Virginia’s Old Dominion University shooting exposed how a state law meant to advance “social justice” left a convicted would-be terrorist able to enroll without his past appearing on admission forms. The attack, which killed an ROTC instructor and was stopped by cadets, raised immediate questions about who knew what and why public safety was sidelined by policy. This article examines the law that removed criminal-history questions, the political choices behind it, and the consequences for campus security.
ODU Terrorist Hid in Plain Sight Thanks to Virginia Democrats’ ‘Social Justice’ Law
Shortly after Mohamed Bailor Jalloh, 36, stormed into a classroom at Old Dominion University last Thursday — shouting “Allahu Akbar!” — and opened fire on the ROTC class, Virginia’s governor publicly asked how he was on campus. The shooting killed Lt. Col. Brandon Shah, the class instructor, and ended when cadets returned fire and neutralized the attacker. The brutality of the act and the heroism of the students are both undeniable.
The crucial question is not just how the shooter got a gun, but how his prior federal conviction did not prevent him from blending in on campus. Jalloh had been convicted on federal charges of “attempting to provide material support to the Islamic State of Iraq and the Levant (ISIL), a designated foreign terrorist organization.” That conviction should have been a major red flag for any institution responsible for protecting students and staff.
The answer lies in a 2021 Virginia law passed by Democrats that bars most public colleges from asking applicants about criminal history. The bill, which excluded the Virginia Military Institute, prevents institutions from using admissions forms that inquire about criminal backgrounds and forbids denying admission based on criminal-history answers on third-party applications. It only allows checking an admitted person’s history before enrollment and then rescinding admission if a threat is later discovered.
That legal change was sold as a fairness measure and framed as removing barriers to opportunity, but the practical effect was to blind campus administrators and fellow students to serious past crimes. Republican leaders warned at the time that erasing criminal-history questions would reduce transparency and hinder safety, especially when federal convictions for terrorism are involved. The ODU incident shows those warnings were well founded.
Old Dominion’s statement after the shooting was blunt: the university had no knowledge of any prior criminal history for Jalloh. Under the current law, that ignorance was not accidental — it was mandated. Administrators and campus police were operating with one hand tied behind their back, legally restricted from asking during the admissions process what might have kept a convicted terrorist off campus.
To make matters worse, the campus bans on carrying firearms left students and staff with limited means to defend themselves until the attacker was confronted by ROTC cadets inside the classroom. Policies that disarm law-abiding citizens or prevent institutions from screening dangerous individuals create predictable vulnerabilities. This is a policy failure, not a tragic coincidence.
Virginia Democrats chose optics over security when they passed this legislation, and the consequences were foreseeable. When public safety is sacrificed in the name of ideological priorities, people die. The law’s loophole allowing an enrolled student to be checked only after admission creates a timing gap that can be fatal, and it is reckless to leave institutions blind to federal terrorism convictions while still barring defensive measures.
Republican officials, including former state leaders, pointed out these risks and urged common-sense fixes: restore the ability to ask about criminal history on admissions forms, carve out clear exceptions for violent and terrorism-related convictions, and give campus security the tools to identify genuine threats. These are not punitive measures against rehabilitation; they are targeted protections for the campus community.
Beyond policy fixes, the ODU shooting is a reminder that ideology cannot replace vigilance. Lawmakers who prioritize criminal-record erasure as a blanket rule must reckon with real-world tradeoffs. Responsible public safety policy recognizes the difference between giving second chances and ignoring dangerous histories that bear directly on the safety of others.
Families and students deserve campuses that balance fairness with firm protections against violent threats. When a law prevents institutions from learning about convictions tied to terrorism, it undermines that balance and invites disaster. The ODU tragedy should be a wake-up call to restore sensible screening and to ensure that political priorities never again leave communities exposed.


TASK DETAILS ::
For the entries that follow, say how many lines hold the string "local", with nothing else in the reply.

DATA FOR PROCESSING ::
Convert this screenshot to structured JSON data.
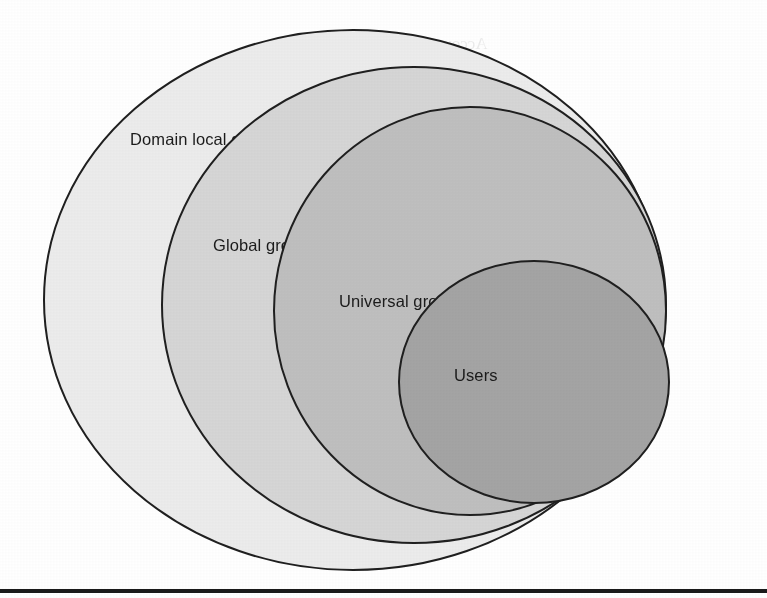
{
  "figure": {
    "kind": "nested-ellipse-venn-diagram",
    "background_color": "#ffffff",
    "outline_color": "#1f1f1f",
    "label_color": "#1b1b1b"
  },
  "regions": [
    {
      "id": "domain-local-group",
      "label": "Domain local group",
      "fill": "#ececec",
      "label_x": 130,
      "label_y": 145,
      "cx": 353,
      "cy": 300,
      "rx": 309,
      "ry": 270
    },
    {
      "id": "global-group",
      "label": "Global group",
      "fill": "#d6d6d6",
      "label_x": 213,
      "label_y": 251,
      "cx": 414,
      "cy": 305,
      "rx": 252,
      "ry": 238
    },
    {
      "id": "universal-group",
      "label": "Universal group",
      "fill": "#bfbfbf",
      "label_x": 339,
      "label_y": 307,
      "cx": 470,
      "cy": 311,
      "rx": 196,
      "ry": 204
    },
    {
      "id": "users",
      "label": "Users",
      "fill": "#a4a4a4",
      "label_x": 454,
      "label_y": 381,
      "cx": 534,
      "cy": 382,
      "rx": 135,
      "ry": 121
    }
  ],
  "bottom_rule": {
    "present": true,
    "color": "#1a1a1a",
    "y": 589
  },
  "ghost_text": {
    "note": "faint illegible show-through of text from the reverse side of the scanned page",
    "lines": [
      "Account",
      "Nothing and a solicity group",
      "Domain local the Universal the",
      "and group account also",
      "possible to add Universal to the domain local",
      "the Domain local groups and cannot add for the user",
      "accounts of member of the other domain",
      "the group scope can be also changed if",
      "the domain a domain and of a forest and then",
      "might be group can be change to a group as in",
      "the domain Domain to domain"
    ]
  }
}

EXERCISE RESPONSE ::
5